How a regex simplification in Loki increased performance by up to 300x
When we graduated Loki into a GA release last year, there were more than 137 contributors who already made more than 1,000 contributions to the project. We also added hosted Loki to the lineup of Grafana Cloud offerings after it proved to be stable internally for our ops cluster, storing 40TB and half a trillion log lines each month.
There was, however, one persistent problem that kept surfacing, especially for developers who were writing applications in Go: The regex package was slow.
Our goal has always been to make Loki not only cost-effective. We want it to be efficient, too, so we decided to tackle this problem. In this blog post, we’re going to dissect what the root cause was behind the speed issue and how the Grafana Labs team found a workaround to improve overall performance in Loki.
The problem
It’s universally known that the regex package in Go is quite slow. This package is used by Prometheus, Thanos, and basically everyone using Go and regex. And for those who are working with Loki, it’s especially problematic because if you have to search for your logs and apply a regex for each line, one line at a time, then Loki’s performance will be less than ideal.
That’s because the Go team created the regex algorithm using linear time, which means there’s a direct correlation between the amount of data inputted and the time required to carry out a function. So the more data that’s ingested, the longer the application takes to process the workload.
But that’s not without good reason. The regex in Go was designed with safety as a priority. The algorithm specifically blocks a security attack called the regular expression denial of service (ReDoS) attack, during which an attacker provides a regex that takes an inordinate amount of time to process. That, in turn, causes the program to overload and slow down or shut down altogether.
The Go team initially had expected more engineers to use this package for production services, a use case in which the regexp performance is sufficient and the security feature was necessary. But for those who aren’t implementing it in a similar instance, the package can be sluggish. The Go authors have always been aware of the issue (and the complaints), but the trade-off has always made sense: It’s better to have security over speed.
The solution
Our workaround was inspired by the package itself. There is a syntax sub-package that allows users to parse a regex expression and access the abstract syntax tree.
The package leverages simplification, which breaks down the regular expression by replacing it with another combination of expressions. All the while, the original expression remains intact.
With that concept in mind, we applied our own regexp simplification in Loki by using byte comparisons. This is possible because we are simply filtering and we don’t need to capture matches.
So let’s take a basic example of a filtered expression in Loki such as {foo="bar"} |~ "(DEBUG|WARNING)"
.
If you use the regex package in Go, this will run slowly because you’re matching in your log, for each log line, if there is either a debug or warning label. And for a single query, Loki can traverse millions of log lines.
In Loki, a byte comparison would scan logs to see if it contains “debug” or if it contains “warning.” So we actually don’t run a regex expression. We, in fact, bypass that.
How? First we use the syntax package to parse the user regex and see if there are ways to run the regex differently. (Regular expressions can be very complex so we didn’t want to do our own parsing. Luckily, the Go engineers made this very easy for us!)
If no improvement can be made, then Loki will use the normal regex. But if we can improve upon it and avoid the regex, Loki will run a bytes.Contains
, which is less complex to run than a regex.
So in the above example, because the filtered expression can be simplified, we don’t need to run a costly regex. Instead we only run two bytes.Contains on the string.
Not only does the byte comparison improve the performance of the original package and keep costs down. We do not compromise the original security measure that the Go team implemented because we don’t have to replace the regex package in Loki.
The results
When running a 24h query range for {namespace="loki-dev"} |~ "foo|bar"
, the results went from being 11.5s to 1.5s after the regexp simplification was introduced in Loki v1.4.0.
Some regexp were slow for line filtering, specially the alternate op such as `{app="foo"} |~ "err|panic"`. I dove into the golang regexp/syntax package and find way to simplify them for line filtering. Result speak for itself: pic.twitter.com/19R0r5QLVR
— Cyril Tovena (@Kuqd) February 25, 2020
Overall, for various use cases we saw benchmark improvements ranging from 5x to more than 300x!
What’s next
One thing we want to do in the future is extract all that work in the PR and create a package that can be used by the whole ecosystem. We want to give anyone who is running a project that leverages filtering and does not require capturing values access to this work as well.
We also presented our vision for the future of Loki at GrafanaCONline 2020, highlighting some of the team’s long-term goals and non-goals, what features we would like to add, and the active discussion and plans for the LogQL query language. You can watch the recording of the talk here.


§ Exercise details
The copy you return should hold every record below word for word and no images.

§ Stored data
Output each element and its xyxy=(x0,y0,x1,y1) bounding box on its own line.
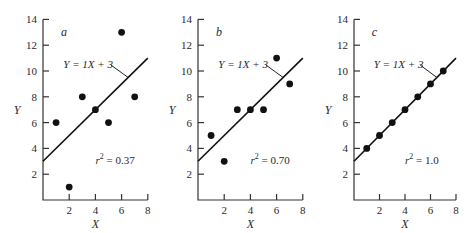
x-tick-label: 2 xyxy=(221,204,227,216)
y-axis-label: Y xyxy=(169,103,177,117)
y-tick-label: 10 xyxy=(337,65,349,77)
x-axis-label: X xyxy=(400,217,409,231)
data-point xyxy=(363,145,370,152)
data-point xyxy=(234,106,241,113)
panel-b: 24681012142468XYbY = 1X + 3r2 = 0.70 xyxy=(169,13,306,231)
equation-leader-line xyxy=(111,65,128,77)
y-tick-label: 4 xyxy=(187,142,193,154)
data-point xyxy=(105,119,112,126)
data-point xyxy=(53,119,60,126)
y-tick-label: 12 xyxy=(181,39,192,51)
data-point xyxy=(414,93,421,100)
r-squared-label: r2 = 1.0 xyxy=(405,152,439,166)
y-tick-label: 8 xyxy=(187,91,193,103)
y-tick-label: 10 xyxy=(26,65,38,77)
x-axis-label: X xyxy=(91,217,100,231)
y-tick-label: 6 xyxy=(32,117,38,129)
data-point xyxy=(389,119,396,126)
x-tick-label: 6 xyxy=(428,204,434,216)
equation-leader-line xyxy=(266,65,283,77)
data-point xyxy=(260,106,267,113)
x-tick-label: 2 xyxy=(377,204,383,216)
x-tick-label: 6 xyxy=(119,204,125,216)
equation-leader-line xyxy=(420,65,437,77)
data-point xyxy=(131,93,138,100)
x-tick-label: 2 xyxy=(66,204,72,216)
panel-letter: b xyxy=(216,25,222,39)
y-tick-label: 2 xyxy=(32,168,38,180)
equation-label: Y = 1X + 3 xyxy=(218,58,268,70)
panel-c: 24681012142468XYcY = 1X + 3r2 = 1.0 xyxy=(325,13,460,231)
data-point xyxy=(427,81,434,88)
r-squared-label: r2 = 0.70 xyxy=(250,152,290,166)
regression-comparison-figure: 24681012142468XYaY = 1X + 3r2 = 0.372468… xyxy=(0,0,475,233)
equation-label: Y = 1X + 3 xyxy=(63,58,113,70)
data-point xyxy=(402,106,409,113)
x-tick-label: 8 xyxy=(453,204,459,216)
data-point xyxy=(247,106,254,113)
equation-label: Y = 1X + 3 xyxy=(374,58,424,70)
x-axis-label: X xyxy=(246,217,255,231)
x-tick-label: 4 xyxy=(402,204,408,216)
y-tick-label: 2 xyxy=(187,168,193,180)
y-tick-label: 14 xyxy=(26,13,38,25)
y-tick-label: 8 xyxy=(343,91,349,103)
data-point xyxy=(286,81,293,88)
y-tick-label: 10 xyxy=(181,65,193,77)
y-axis-label: Y xyxy=(325,103,333,117)
y-tick-label: 14 xyxy=(337,13,349,25)
y-tick-label: 4 xyxy=(343,142,349,154)
y-tick-label: 8 xyxy=(32,91,38,103)
data-point xyxy=(221,158,228,165)
x-tick-label: 8 xyxy=(300,204,306,216)
x-tick-label: 8 xyxy=(145,204,151,216)
data-point xyxy=(376,132,383,139)
x-tick-label: 6 xyxy=(274,204,280,216)
y-tick-label: 6 xyxy=(343,117,349,129)
y-tick-label: 6 xyxy=(187,117,193,129)
data-point xyxy=(208,132,215,139)
panel-letter: c xyxy=(372,25,378,39)
panel-letter: a xyxy=(61,25,67,39)
r-squared-label: r2 = 0.37 xyxy=(95,152,135,166)
y-axis-label: Y xyxy=(14,103,22,117)
data-point xyxy=(440,68,447,75)
y-tick-label: 12 xyxy=(337,39,348,51)
x-tick-label: 4 xyxy=(248,204,254,216)
data-point xyxy=(92,106,99,113)
y-tick-label: 14 xyxy=(181,13,193,25)
data-point xyxy=(118,29,125,36)
data-point xyxy=(79,93,86,100)
y-tick-label: 12 xyxy=(26,39,37,51)
y-tick-label: 2 xyxy=(343,168,349,180)
y-tick-label: 4 xyxy=(32,142,38,154)
data-point xyxy=(273,55,280,62)
x-tick-label: 4 xyxy=(93,204,99,216)
data-point xyxy=(66,184,73,191)
panel-a: 24681012142468XYaY = 1X + 3r2 = 0.37 xyxy=(14,13,151,231)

§ Answer section
Output each element and its xyxy=(x0,y0,x1,y1) bounding box on its own line.
x-tick-label: 2 xyxy=(221,204,227,216)
y-axis-label: Y xyxy=(169,103,177,117)
y-tick-label: 10 xyxy=(337,65,349,77)
x-axis-label: X xyxy=(400,217,409,231)
data-point xyxy=(363,145,370,152)
data-point xyxy=(234,106,241,113)
panel-b: 24681012142468XYbY = 1X + 3r2 = 0.70 xyxy=(169,13,306,231)
equation-leader-line xyxy=(111,65,128,77)
y-tick-label: 4 xyxy=(187,142,193,154)
data-point xyxy=(105,119,112,126)
data-point xyxy=(53,119,60,126)
y-tick-label: 12 xyxy=(181,39,192,51)
data-point xyxy=(414,93,421,100)
r-squared-label: r2 = 1.0 xyxy=(405,152,439,166)
y-tick-label: 8 xyxy=(187,91,193,103)
y-tick-label: 10 xyxy=(26,65,38,77)
x-axis-label: X xyxy=(91,217,100,231)
y-tick-label: 6 xyxy=(32,117,38,129)
data-point xyxy=(389,119,396,126)
x-tick-label: 6 xyxy=(428,204,434,216)
equation-leader-line xyxy=(266,65,283,77)
data-point xyxy=(260,106,267,113)
x-tick-label: 2 xyxy=(377,204,383,216)
x-tick-label: 6 xyxy=(119,204,125,216)
equation-leader-line xyxy=(420,65,437,77)
data-point xyxy=(131,93,138,100)
x-tick-label: 2 xyxy=(66,204,72,216)
panel-letter: b xyxy=(216,25,222,39)
y-tick-label: 2 xyxy=(32,168,38,180)
equation-label: Y = 1X + 3 xyxy=(218,58,268,70)
panel-c: 24681012142468XYcY = 1X + 3r2 = 1.0 xyxy=(325,13,460,231)
data-point xyxy=(427,81,434,88)
r-squared-label: r2 = 0.70 xyxy=(250,152,290,166)
regression-comparison-figure: 24681012142468XYaY = 1X + 3r2 = 0.372468… xyxy=(0,0,475,233)
equation-label: Y = 1X + 3 xyxy=(63,58,113,70)
data-point xyxy=(402,106,409,113)
x-tick-label: 8 xyxy=(453,204,459,216)
data-point xyxy=(247,106,254,113)
equation-label: Y = 1X + 3 xyxy=(374,58,424,70)
x-axis-label: X xyxy=(246,217,255,231)
x-tick-label: 4 xyxy=(402,204,408,216)
y-tick-label: 2 xyxy=(187,168,193,180)
y-tick-label: 14 xyxy=(26,13,38,25)
y-tick-label: 8 xyxy=(343,91,349,103)
data-point xyxy=(286,81,293,88)
y-tick-label: 10 xyxy=(181,65,193,77)
y-axis-label: Y xyxy=(325,103,333,117)
y-tick-label: 14 xyxy=(337,13,349,25)
y-tick-label: 4 xyxy=(343,142,349,154)
y-tick-label: 8 xyxy=(32,91,38,103)
data-point xyxy=(221,158,228,165)
x-tick-label: 8 xyxy=(300,204,306,216)
x-tick-label: 8 xyxy=(145,204,151,216)
data-point xyxy=(376,132,383,139)
x-tick-label: 6 xyxy=(274,204,280,216)
y-tick-label: 6 xyxy=(343,117,349,129)
y-tick-label: 6 xyxy=(187,117,193,129)
data-point xyxy=(208,132,215,139)
panel-letter: c xyxy=(372,25,378,39)
panel-letter: a xyxy=(61,25,67,39)
r-squared-label: r2 = 0.37 xyxy=(95,152,135,166)
y-axis-label: Y xyxy=(14,103,22,117)
data-point xyxy=(440,68,447,75)
y-tick-label: 12 xyxy=(337,39,348,51)
x-tick-label: 4 xyxy=(248,204,254,216)
data-point xyxy=(92,106,99,113)
y-tick-label: 14 xyxy=(181,13,193,25)
data-point xyxy=(118,29,125,36)
data-point xyxy=(79,93,86,100)
y-tick-label: 12 xyxy=(26,39,37,51)
y-tick-label: 2 xyxy=(343,168,349,180)
y-tick-label: 4 xyxy=(32,142,38,154)
data-point xyxy=(273,55,280,62)
x-tick-label: 4 xyxy=(93,204,99,216)
data-point xyxy=(66,184,73,191)
panel-a: 24681012142468XYaY = 1X + 3r2 = 0.37 xyxy=(14,13,151,231)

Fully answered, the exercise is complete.